Here she turned to her sister. "Will you bring up some people to Mrs.
Varick," she asked, "or shall I?"
"Oh, just as you choose," answered Martha. She had fixed her eyes on Pauline again. The next moment Cora had glided off.
"What my sister says is quite true," affirmed Martha.
"You mean--?" Pauline questioned, with a faint start which she could scarcely have explained.
"That Mr. Kindelon admires you very much."
"I am glad to hear it," returned Pauline, thinking how commonplace the sentence sounded, and at the same time feeling her color rise and deepen under the persistent scrutiny of those sharp dark eyes.
"Don't you think him intensely able?" said Martha, much more slowly than usual. "We do."
Pauline bowed a.s.sent. "Brilliantly able," she answered. "Tell me, Miss Dares, with which of you is he the more intimate, your sister or yourself?"
Martha gave a laugh that was crisp and curt. She looked away from Pauline as she answered. "Oh, he's more intimate with me than with Cora," she said. "We are stanch friends. He tells me nearly everything.
I think he would tell me if he were to fall in love."
"Really?" laughed Pauline. Her face was wreathed in smiles of apparent amus.e.m.e.nt. She looked, just then, as she had often looked in the fas.h.i.+onable world, when everything around her seemed so artificial that she took the tints of her environment and became as artificial herself.
But it pleased her swiftly to change the subject. "I am quite excited this evening," she went on. "I am beginning a new career; you understand, of course. Tell me, Miss Dares, how do _you_ think I shall succeed in it?"
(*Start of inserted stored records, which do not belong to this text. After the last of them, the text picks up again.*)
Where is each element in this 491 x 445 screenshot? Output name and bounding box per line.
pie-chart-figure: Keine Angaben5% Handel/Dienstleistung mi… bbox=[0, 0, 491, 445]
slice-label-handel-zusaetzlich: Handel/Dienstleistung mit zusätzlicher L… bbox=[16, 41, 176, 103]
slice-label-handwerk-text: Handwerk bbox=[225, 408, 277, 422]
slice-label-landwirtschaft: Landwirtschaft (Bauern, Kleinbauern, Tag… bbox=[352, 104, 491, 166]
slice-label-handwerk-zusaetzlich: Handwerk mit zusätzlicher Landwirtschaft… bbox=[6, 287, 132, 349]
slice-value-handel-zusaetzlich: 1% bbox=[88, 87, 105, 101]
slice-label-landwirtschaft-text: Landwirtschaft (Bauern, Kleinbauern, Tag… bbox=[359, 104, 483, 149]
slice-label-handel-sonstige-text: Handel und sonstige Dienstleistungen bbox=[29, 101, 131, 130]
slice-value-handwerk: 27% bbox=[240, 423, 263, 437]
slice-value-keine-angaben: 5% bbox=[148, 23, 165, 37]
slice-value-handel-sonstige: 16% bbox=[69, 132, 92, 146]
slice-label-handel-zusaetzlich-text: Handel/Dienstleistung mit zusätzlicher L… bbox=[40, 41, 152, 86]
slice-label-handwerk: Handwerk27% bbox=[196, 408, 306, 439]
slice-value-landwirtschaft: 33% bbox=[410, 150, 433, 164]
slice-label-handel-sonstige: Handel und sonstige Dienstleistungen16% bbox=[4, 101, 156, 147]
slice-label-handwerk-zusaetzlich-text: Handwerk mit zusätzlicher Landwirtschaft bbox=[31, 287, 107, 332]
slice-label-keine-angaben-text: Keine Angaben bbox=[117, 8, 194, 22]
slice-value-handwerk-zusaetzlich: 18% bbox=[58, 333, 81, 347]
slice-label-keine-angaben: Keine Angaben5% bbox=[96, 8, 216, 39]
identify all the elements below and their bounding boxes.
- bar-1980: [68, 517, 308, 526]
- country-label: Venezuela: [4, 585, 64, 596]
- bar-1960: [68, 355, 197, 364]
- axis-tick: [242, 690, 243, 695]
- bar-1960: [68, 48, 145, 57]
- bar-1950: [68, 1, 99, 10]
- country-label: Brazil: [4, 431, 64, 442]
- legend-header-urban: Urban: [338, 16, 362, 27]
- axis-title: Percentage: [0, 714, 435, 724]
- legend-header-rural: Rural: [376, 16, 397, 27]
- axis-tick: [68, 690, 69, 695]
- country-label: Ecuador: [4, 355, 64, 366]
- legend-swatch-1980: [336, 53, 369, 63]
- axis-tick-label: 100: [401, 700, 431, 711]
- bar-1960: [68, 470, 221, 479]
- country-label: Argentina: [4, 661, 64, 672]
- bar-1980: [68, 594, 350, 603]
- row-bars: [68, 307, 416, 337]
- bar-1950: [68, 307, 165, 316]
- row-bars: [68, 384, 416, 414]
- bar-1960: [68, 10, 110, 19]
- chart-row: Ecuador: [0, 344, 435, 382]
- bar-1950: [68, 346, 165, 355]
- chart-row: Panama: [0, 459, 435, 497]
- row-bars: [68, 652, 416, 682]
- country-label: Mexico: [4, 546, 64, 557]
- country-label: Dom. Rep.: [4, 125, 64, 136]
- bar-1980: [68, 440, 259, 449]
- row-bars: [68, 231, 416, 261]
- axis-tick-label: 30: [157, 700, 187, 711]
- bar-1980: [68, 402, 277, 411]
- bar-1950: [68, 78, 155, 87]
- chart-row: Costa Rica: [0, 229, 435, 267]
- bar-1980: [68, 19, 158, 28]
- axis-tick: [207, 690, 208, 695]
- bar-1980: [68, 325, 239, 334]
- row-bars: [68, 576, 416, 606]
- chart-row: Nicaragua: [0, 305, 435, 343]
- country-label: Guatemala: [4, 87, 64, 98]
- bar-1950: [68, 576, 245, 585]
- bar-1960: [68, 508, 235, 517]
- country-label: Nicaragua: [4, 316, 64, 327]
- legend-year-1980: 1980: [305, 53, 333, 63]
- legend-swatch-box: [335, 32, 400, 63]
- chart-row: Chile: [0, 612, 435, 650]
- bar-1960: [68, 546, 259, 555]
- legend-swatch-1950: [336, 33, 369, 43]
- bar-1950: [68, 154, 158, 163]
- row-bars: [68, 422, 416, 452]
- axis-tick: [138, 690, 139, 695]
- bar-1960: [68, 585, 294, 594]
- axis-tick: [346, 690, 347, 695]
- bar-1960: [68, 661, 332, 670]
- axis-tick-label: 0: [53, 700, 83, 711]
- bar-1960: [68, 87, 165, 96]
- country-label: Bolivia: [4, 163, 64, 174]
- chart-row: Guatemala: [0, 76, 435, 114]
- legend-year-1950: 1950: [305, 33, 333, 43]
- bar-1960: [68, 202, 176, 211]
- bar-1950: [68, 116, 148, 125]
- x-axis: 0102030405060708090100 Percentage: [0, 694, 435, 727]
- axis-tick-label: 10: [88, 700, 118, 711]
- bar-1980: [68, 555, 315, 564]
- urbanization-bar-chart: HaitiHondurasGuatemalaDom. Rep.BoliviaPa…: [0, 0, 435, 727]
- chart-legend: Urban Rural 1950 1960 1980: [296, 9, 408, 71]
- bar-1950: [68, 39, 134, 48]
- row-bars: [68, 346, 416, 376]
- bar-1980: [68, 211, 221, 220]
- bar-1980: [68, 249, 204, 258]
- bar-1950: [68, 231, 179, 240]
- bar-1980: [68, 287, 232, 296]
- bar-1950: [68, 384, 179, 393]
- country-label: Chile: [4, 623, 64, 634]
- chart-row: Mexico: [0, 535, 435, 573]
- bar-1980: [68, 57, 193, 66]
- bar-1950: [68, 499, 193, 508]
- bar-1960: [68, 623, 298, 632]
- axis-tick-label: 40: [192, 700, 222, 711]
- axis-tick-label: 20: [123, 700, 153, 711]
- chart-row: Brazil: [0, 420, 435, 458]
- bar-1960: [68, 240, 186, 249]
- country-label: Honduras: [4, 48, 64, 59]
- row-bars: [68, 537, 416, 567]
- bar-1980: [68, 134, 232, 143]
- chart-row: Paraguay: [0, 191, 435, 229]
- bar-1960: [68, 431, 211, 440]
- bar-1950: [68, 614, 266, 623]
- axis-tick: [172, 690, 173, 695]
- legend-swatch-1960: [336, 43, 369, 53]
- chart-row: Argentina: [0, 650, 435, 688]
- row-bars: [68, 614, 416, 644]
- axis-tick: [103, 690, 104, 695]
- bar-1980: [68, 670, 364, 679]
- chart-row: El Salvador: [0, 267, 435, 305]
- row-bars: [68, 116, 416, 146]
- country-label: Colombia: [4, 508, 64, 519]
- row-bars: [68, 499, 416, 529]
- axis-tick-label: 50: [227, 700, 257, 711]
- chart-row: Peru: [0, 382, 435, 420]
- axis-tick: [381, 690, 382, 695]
Martha was watching her fixedly. And Martha's reply had a short, odd sound. "I think you are almost clever enough not to fail," she said.
VII.
Before Pauline had been an hour longer in the Dares's drawing-room she had become acquainted with many new people. She could not count them all when she afterward tried to do so; the introductions had been very rapid for some little time; one, so to speak, had trodden upon the heel of another. Her meditated project had transpired, and not a few of her recent acquaintances eyed her with a critical estimate of her capability to become their future leader.
She soon found herself an object of such general scrutiny that she was in danger of growing embarra.s.sed to the verge of actual bewilderment.
She was now the centre of a little group, and every member of it regarded her with more or less marked attentiveness.
"I've a tragic soul in a comic body, Mrs. Varick," said a fat little spinster, with a round moon of a face and a high color, whose name was Miss Upton. "That is the way I announce myself to all strangers. I should have gone on the stage and played _Juliet_ if it hadn't been for my unpoetic person. But imagine a bouncing, obese Juliet! No; I realized that it would never do. I shall have to die with all my music in me, as it were."
"A great many poets have done that," said a pale young gentleman with very black hair and eyes, and an expression of ironical fatigue which seldom varied. He was Mr. Leander Prawle, and he was known to have written verses for which he himself had unbounded admiration. "Indeed,"
the young poet continued, lifting one thin, white hand to where his moustache was not yet, "it is hard to sing a pure and n.o.ble song with the discords of daily life about one."